Evelyn had put his head a little on one side, an action common with him when he was trying to catch an effect. He showed no symptom whatever of annoyance, his face expressed only slightly amused incredulity.
“Bored with the sittings, or bored with me?” he asked.
Philip’s exasperation increased. People in ordinary life did not ask such questions. But since, such a question was asked, it deserved its answer.
“Bored with you,” he said. “I am sorry, but there it is; bored with you.”
“Thanks,” said Evelyn. “And now, if you won’t be bored with me, do get back and stand for ten minutes more. I won’t ask for longer than that. I just want—ah, that’s right, stop like that.”
Philip, as recommended, “stopped like that,” with a mixture of amusement and annoyance in his mind. Evelyn was the most unaccountable fellow; sometimes, if you but just rapped him on the knuckles, he would call out that you had dealt a deathstroke at him; at other times, as now, you might give him the most violent slap in the face, and he would treat it like a piece of thistledown that floated by him. Of one thing, anyhow, one could be certain, he would never pretend to feel an emotion that he did not feel; he would, that is to say, never pump up indignation, and, on the other hand, if he felt anything keenly, he might be trusted to scream. Philip, therefore, as he “stopped like that,” had the choice of two conclusions open to him. The one was that Evelyn felt the same antipathy to Madge as Madge apparently felt for him. The other was that he did not believe Madge had said what he had reported her to have said.

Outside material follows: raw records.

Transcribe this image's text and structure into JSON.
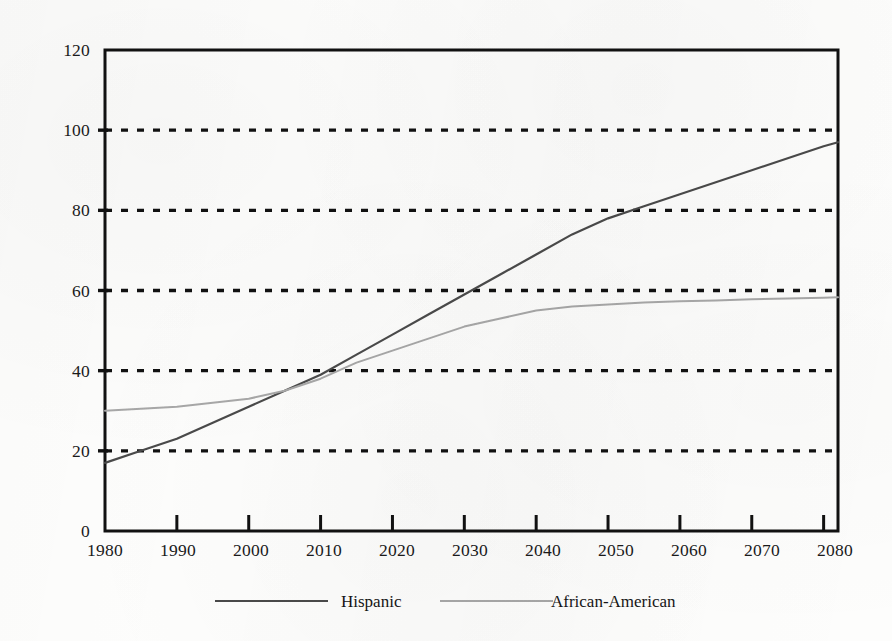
{
  "chart_data": {
    "type": "line",
    "title": "",
    "subtitle": "",
    "xlabel": "",
    "ylabel": "",
    "xlim": [
      1980,
      2082
    ],
    "ylim": [
      0,
      120
    ],
    "grid": "horizontal-dashed",
    "legend_position": "bottom",
    "x_ticks": [
      "1980",
      "1990",
      "2000",
      "2010",
      "2020",
      "2030",
      "2040",
      "2050",
      "2060",
      "2070",
      "2080"
    ],
    "y_ticks": [
      "0",
      "20",
      "40",
      "60",
      "80",
      "100",
      "120"
    ],
    "x": [
      1980,
      1985,
      1990,
      1995,
      2000,
      2005,
      2010,
      2015,
      2020,
      2025,
      2030,
      2035,
      2040,
      2045,
      2050,
      2055,
      2060,
      2065,
      2070,
      2075,
      2080,
      2082
    ],
    "series": [
      {
        "name": "Hispanic",
        "color": "#4a4a4a",
        "values": [
          17,
          20,
          23,
          27,
          31,
          35,
          39,
          44,
          49,
          54,
          59,
          64,
          69,
          74,
          78,
          81,
          84,
          87,
          90,
          93,
          96,
          97
        ]
      },
      {
        "name": "African-American",
        "color": "#a8a8a8",
        "values": [
          30,
          30.5,
          31,
          32,
          33,
          35,
          38,
          42,
          45,
          48,
          51,
          53,
          55,
          56,
          56.5,
          57,
          57.3,
          57.5,
          57.8,
          58,
          58.2,
          58.3
        ]
      }
    ],
    "annotations": []
  },
  "legend": {
    "items": [
      {
        "label": "Hispanic",
        "color": "#4a4a4a"
      },
      {
        "label": "African-American",
        "color": "#a8a8a8"
      }
    ]
  },
  "axes": {
    "y_tick_values": [
      "120",
      "100",
      "80",
      "60",
      "40",
      "20",
      "0"
    ],
    "x_tick_values": [
      "1980",
      "1990",
      "2000",
      "2010",
      "2020",
      "2030",
      "2040",
      "2050",
      "2060",
      "2070",
      "2080"
    ]
  },
  "colors": {
    "hispanic_line": "#4a4a4a",
    "african_american_line": "#a8a8a8",
    "axis": "#111111",
    "gridline": "#111111",
    "background": "#fdfdfc"
  }
}
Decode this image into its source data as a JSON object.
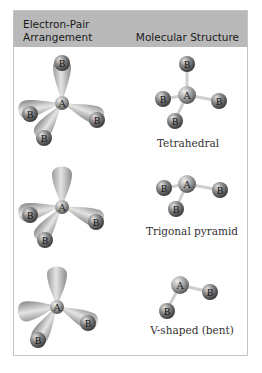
{
  "header": {
    "left_title_line1": "Electron-Pair",
    "left_title_line2": "Arrangement",
    "right_title": "Molecular Structure"
  },
  "atoms": {
    "central": "A",
    "ligand": "B"
  },
  "rows": [
    {
      "arrangement": "tetrahedral electron pairs (4 bonding)",
      "bonding_pairs": 4,
      "lone_pairs": 0,
      "structure": "Tetrahedral"
    },
    {
      "arrangement": "tetrahedral electron pairs (3 bonding, 1 lone)",
      "bonding_pairs": 3,
      "lone_pairs": 1,
      "structure": "Trigonal pyramid"
    },
    {
      "arrangement": "tetrahedral electron pairs (2 bonding, 2 lone)",
      "bonding_pairs": 2,
      "lone_pairs": 2,
      "structure": "V-shaped (bent)"
    }
  ],
  "colors": {
    "header_bg": "#b9b9b9",
    "frame_border": "#c4c4c4",
    "sphere_dark": "#4a4a4a",
    "sphere_light": "#d8d8d8",
    "lobe": "#bdbdbd"
  }
}
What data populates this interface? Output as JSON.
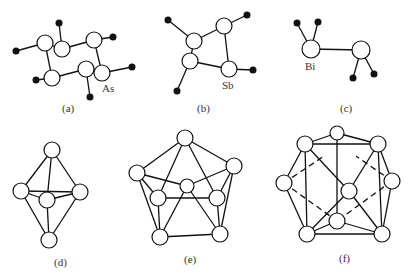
{
  "figure": {
    "panels": [
      {
        "id": "a",
        "caption": "(a)",
        "element_label": "As"
      },
      {
        "id": "b",
        "caption": "(b)",
        "element_label": "Sb"
      },
      {
        "id": "c",
        "caption": "(c)",
        "element_label": "Bi"
      },
      {
        "id": "d",
        "caption": "(d)"
      },
      {
        "id": "e",
        "caption": "(e)"
      },
      {
        "id": "f",
        "caption": "(f)"
      }
    ]
  }
}
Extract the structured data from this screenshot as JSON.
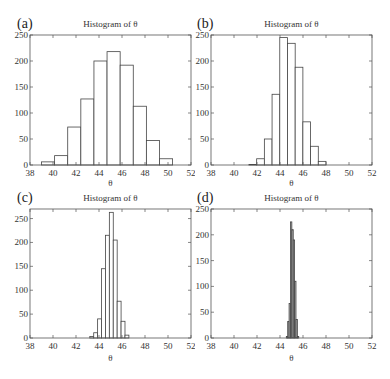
{
  "chart_data": [
    {
      "type": "bar",
      "panel": "(a)",
      "title": "Histogram of θ",
      "xlabel": "θ",
      "ylabel": "",
      "xlim": [
        38,
        52
      ],
      "ylim": [
        0,
        250
      ],
      "xticks": [
        38,
        40,
        42,
        44,
        46,
        48,
        50,
        52
      ],
      "yticks": [
        0,
        50,
        100,
        150,
        200,
        250
      ],
      "bin_edges": [
        39.0,
        40.14,
        41.28,
        42.42,
        43.56,
        44.7,
        45.84,
        46.98,
        48.12,
        49.26,
        50.4
      ],
      "values": [
        6,
        18,
        73,
        127,
        200,
        218,
        192,
        113,
        47,
        12
      ],
      "fill": "#ffffff"
    },
    {
      "type": "bar",
      "panel": "(b)",
      "title": "Histogram of θ",
      "xlabel": "θ",
      "ylabel": "",
      "xlim": [
        38,
        52
      ],
      "ylim": [
        0,
        250
      ],
      "xticks": [
        38,
        40,
        42,
        44,
        46,
        48,
        50,
        52
      ],
      "yticks": [
        0,
        50,
        100,
        150,
        200,
        250
      ],
      "bin_edges": [
        41.3,
        41.97,
        42.64,
        43.31,
        43.98,
        44.65,
        45.32,
        45.99,
        46.66,
        47.33,
        48.0
      ],
      "values": [
        1,
        12,
        50,
        136,
        245,
        234,
        188,
        83,
        36,
        7
      ],
      "fill": "#ffffff"
    },
    {
      "type": "bar",
      "panel": "(c)",
      "title": "Histogram of θ",
      "xlabel": "θ",
      "ylabel": "",
      "xlim": [
        38,
        52
      ],
      "ylim": [
        0,
        270
      ],
      "xticks": [
        38,
        40,
        42,
        44,
        46,
        48,
        50,
        52
      ],
      "yticks": [
        0,
        50,
        100,
        150,
        200,
        250
      ],
      "bin_edges": [
        43.2,
        43.54,
        43.88,
        44.22,
        44.56,
        44.9,
        45.24,
        45.58,
        45.92,
        46.26,
        46.6
      ],
      "values": [
        3,
        11,
        40,
        145,
        215,
        263,
        205,
        77,
        35,
        6
      ],
      "fill": "#ffffff"
    },
    {
      "type": "bar",
      "panel": "(d)",
      "title": "Histogram of θ",
      "xlabel": "θ",
      "ylabel": "",
      "xlim": [
        38,
        52
      ],
      "ylim": [
        0,
        250
      ],
      "xticks": [
        38,
        40,
        42,
        44,
        46,
        48,
        50,
        52
      ],
      "yticks": [
        0,
        50,
        100,
        150,
        200,
        250
      ],
      "bin_edges": [
        44.55,
        44.67,
        44.79,
        44.91,
        45.03,
        45.15,
        45.27,
        45.39,
        45.51,
        45.63
      ],
      "values": [
        3,
        32,
        67,
        225,
        210,
        190,
        110,
        36,
        3
      ],
      "fill": "#b0b0b0"
    }
  ]
}
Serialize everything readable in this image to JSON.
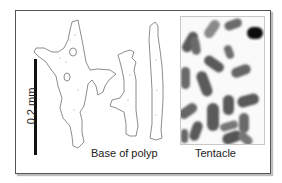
{
  "figure": {
    "scale_bar": {
      "label": "0.2 mm"
    },
    "panels": [
      {
        "id": "base",
        "caption": "Base of polyp",
        "type": "drawing",
        "sclerite_count": 3
      },
      {
        "id": "tentacle",
        "caption": "Tentacle",
        "type": "micrograph"
      }
    ],
    "colors": {
      "frame": "#555555",
      "outline": "#666666",
      "sclerite_dark": "#4a4a4a",
      "scale_bar": "#111111"
    }
  }
}
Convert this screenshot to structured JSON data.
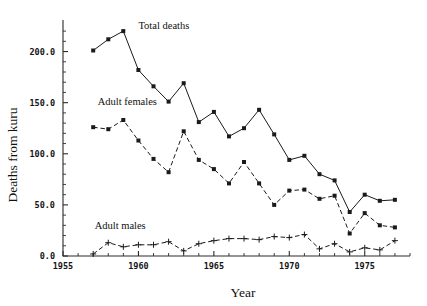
{
  "chart_data": {
    "type": "line",
    "title": "",
    "xlabel": "Year",
    "ylabel": "Deaths from kuru",
    "xlim": [
      1955,
      1978
    ],
    "ylim": [
      0,
      225
    ],
    "grid": false,
    "legend_position": "inline-annotations",
    "x_ticks": [
      "1955",
      "1960",
      "1965",
      "1970",
      "1975"
    ],
    "x_tick_values": [
      1955,
      1960,
      1965,
      1970,
      1975
    ],
    "y_ticks": [
      "0.0",
      "50.0",
      "100.0",
      "150.0",
      "200.0"
    ],
    "y_tick_values": [
      0,
      50,
      100,
      150,
      200
    ],
    "x": [
      1957,
      1958,
      1959,
      1960,
      1961,
      1962,
      1963,
      1964,
      1965,
      1966,
      1967,
      1968,
      1969,
      1970,
      1971,
      1972,
      1973,
      1974,
      1975,
      1976,
      1977
    ],
    "series": [
      {
        "name": "Total deaths",
        "marker": "square",
        "linestyle": "solid",
        "label_x": 1960.0,
        "label_y": 222,
        "values": [
          201,
          212,
          220,
          182,
          166,
          151,
          169,
          131,
          141,
          117,
          125,
          143,
          119,
          94,
          98,
          80,
          74,
          43,
          60,
          54,
          55
        ]
      },
      {
        "name": "Adult females",
        "marker": "square",
        "linestyle": "dashed",
        "label_x": 1957.3,
        "label_y": 148,
        "values": [
          126,
          124,
          133,
          113,
          95,
          82,
          122,
          94,
          85,
          71,
          92,
          71,
          50,
          64,
          65,
          56,
          59,
          22,
          42,
          30,
          28
        ]
      },
      {
        "name": "Adult males",
        "marker": "plus",
        "linestyle": "dashed",
        "label_x": 1957.1,
        "label_y": 26,
        "values": [
          2,
          13,
          9,
          11,
          11,
          14,
          5,
          12,
          15,
          17,
          17,
          16,
          19,
          18,
          21,
          7,
          12,
          4,
          8,
          6,
          15
        ]
      }
    ]
  }
}
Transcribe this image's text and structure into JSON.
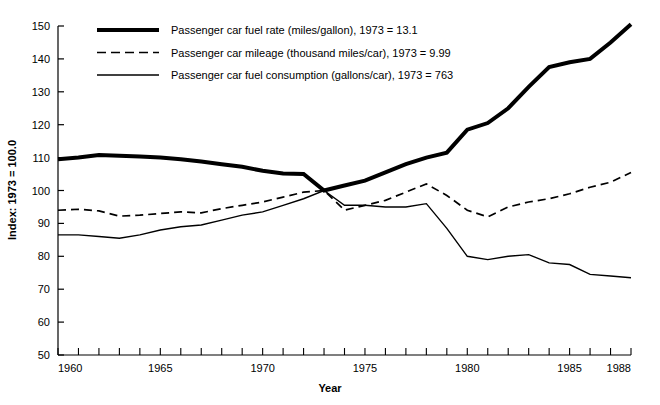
{
  "chart_data": {
    "type": "line",
    "title": "",
    "xlabel": "Year",
    "ylabel": "Index: 1973 = 100.0",
    "xlim": [
      1960,
      1988
    ],
    "ylim": [
      50,
      150
    ],
    "ytick_step": 10,
    "yticks": [
      50,
      60,
      70,
      80,
      90,
      100,
      110,
      120,
      130,
      140,
      150
    ],
    "xticks_labeled": [
      1960,
      1965,
      1970,
      1975,
      1980,
      1985,
      1988
    ],
    "xticks_all": [
      1960,
      1961,
      1962,
      1963,
      1964,
      1965,
      1966,
      1967,
      1968,
      1969,
      1970,
      1971,
      1972,
      1973,
      1974,
      1975,
      1976,
      1977,
      1978,
      1979,
      1980,
      1981,
      1982,
      1983,
      1984,
      1985,
      1986,
      1987,
      1988
    ],
    "grid": false,
    "legend_position": "top-left-inside",
    "x": [
      1960,
      1961,
      1962,
      1963,
      1964,
      1965,
      1966,
      1967,
      1968,
      1969,
      1970,
      1971,
      1972,
      1973,
      1974,
      1975,
      1976,
      1977,
      1978,
      1979,
      1980,
      1981,
      1982,
      1983,
      1984,
      1985,
      1986,
      1987,
      1988
    ],
    "series": [
      {
        "name": "Passenger car fuel rate (miles/gallon), 1973 = 13.1",
        "short_name": "fuel-rate",
        "style": "thick-solid",
        "base_year": 1973,
        "base_value": "13.1",
        "base_units": "miles/gallon",
        "values": [
          109.5,
          110.0,
          110.8,
          110.6,
          110.3,
          110.0,
          109.5,
          108.8,
          108.0,
          107.2,
          106.0,
          105.2,
          105.0,
          100.0,
          101.5,
          103.0,
          105.5,
          108.0,
          110.0,
          111.5,
          118.5,
          120.5,
          125.0,
          131.5,
          137.5,
          139.0,
          140.0,
          145.0,
          150.5
        ]
      },
      {
        "name": "Passenger car mileage (thousand miles/car), 1973 = 9.99",
        "short_name": "mileage",
        "style": "dashed",
        "base_year": 1973,
        "base_value": "9.99",
        "base_units": "thousand miles/car",
        "values": [
          94.0,
          94.3,
          93.8,
          92.2,
          92.5,
          93.0,
          93.5,
          93.2,
          94.5,
          95.5,
          96.5,
          98.0,
          99.5,
          100.0,
          94.0,
          95.5,
          97.0,
          99.5,
          102.0,
          98.5,
          94.0,
          92.0,
          95.0,
          96.5,
          97.5,
          99.0,
          101.0,
          102.5,
          105.5
        ]
      },
      {
        "name": "Passenger car fuel consumption (gallons/car), 1973 = 763",
        "short_name": "fuel-consumption",
        "style": "thin-solid",
        "base_year": 1973,
        "base_value": "763",
        "base_units": "gallons/car",
        "values": [
          86.5,
          86.5,
          86.0,
          85.5,
          86.5,
          88.0,
          89.0,
          89.5,
          91.0,
          92.5,
          93.5,
          95.5,
          97.5,
          100.0,
          95.5,
          95.5,
          95.0,
          95.0,
          96.0,
          88.5,
          80.0,
          79.0,
          80.0,
          80.5,
          78.0,
          77.5,
          74.5,
          74.0,
          73.5
        ]
      }
    ]
  }
}
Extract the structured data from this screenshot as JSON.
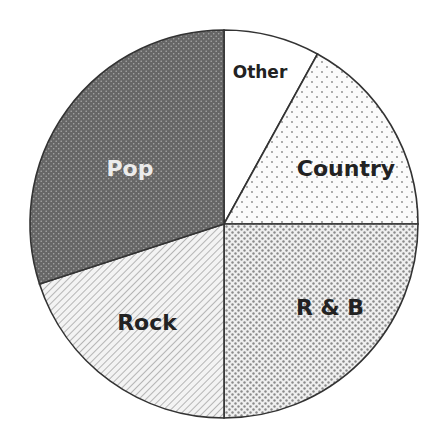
{
  "chart_data": {
    "type": "pie",
    "title": "",
    "start_angle_deg": 0,
    "direction": "clockwise",
    "categories": [
      "Other",
      "Country",
      "R & B",
      "Rock",
      "Pop"
    ],
    "values": [
      8,
      17,
      25,
      20,
      30
    ],
    "unit": "%",
    "slices": [
      {
        "label": "Other",
        "value": 8,
        "pattern": "plain",
        "fill": "#ffffff",
        "label_color": "#222222"
      },
      {
        "label": "Country",
        "value": 17,
        "pattern": "dots-sparse",
        "fill": "#f7f7f7",
        "label_color": "#222222"
      },
      {
        "label": "R & B",
        "value": 25,
        "pattern": "dots-dense",
        "fill": "#e4e4e4",
        "label_color": "#222222"
      },
      {
        "label": "Rock",
        "value": 20,
        "pattern": "diagonal",
        "fill": "#ededed",
        "label_color": "#222222"
      },
      {
        "label": "Pop",
        "value": 30,
        "pattern": "dark-dots",
        "fill": "#6e6e6e",
        "label_color": "#e8e8e8"
      }
    ],
    "legend": "none",
    "labels_inside": true
  },
  "labels": {
    "other": "Other",
    "country": "Country",
    "rnb": "R & B",
    "rock": "Rock",
    "pop": "Pop"
  }
}
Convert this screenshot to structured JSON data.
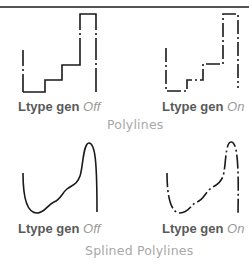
{
  "figure": {
    "sections": [
      {
        "title": "Polylines",
        "panels": [
          {
            "label": "Ltype gen",
            "state": "Off",
            "linetype": "dash-dot",
            "dashes_across_vertices": false
          },
          {
            "label": "Ltype gen",
            "state": "On",
            "linetype": "dash-dot",
            "dashes_across_vertices": true
          }
        ]
      },
      {
        "title": "Splined Polylines",
        "panels": [
          {
            "label": "Ltype gen",
            "state": "Off",
            "linetype": "dash-dot",
            "dashes_across_vertices": false
          },
          {
            "label": "Ltype gen",
            "state": "On",
            "linetype": "dash-dot",
            "dashes_across_vertices": true
          }
        ]
      }
    ],
    "colors": {
      "stroke": "#1a1a1a",
      "label_key": "#5a5a5a",
      "label_value": "#9a9a9a",
      "section_title": "#a8a8a8",
      "top_rule": "#555555"
    }
  }
}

But neither conclusion was very consoling; the second because, though all men are liars, they do not like the recognition of this fact, especially if they have spoken truly.
Yet the other choice was even less satisfactory, for he himself did not believe that Evelyn was bored by Madge; nor, if he pressed the matter home, did he really believe that Madge was bored by Evelyn. She had said so, it is true, and he had therefore accepted it. But it did not seem somehow likely; down at Pangbourne they had been the best of friends, and they had been the best of friends, too, since. Yet—and here the door was again slammed on the unreal Philip—yet she had said it, and that was enough.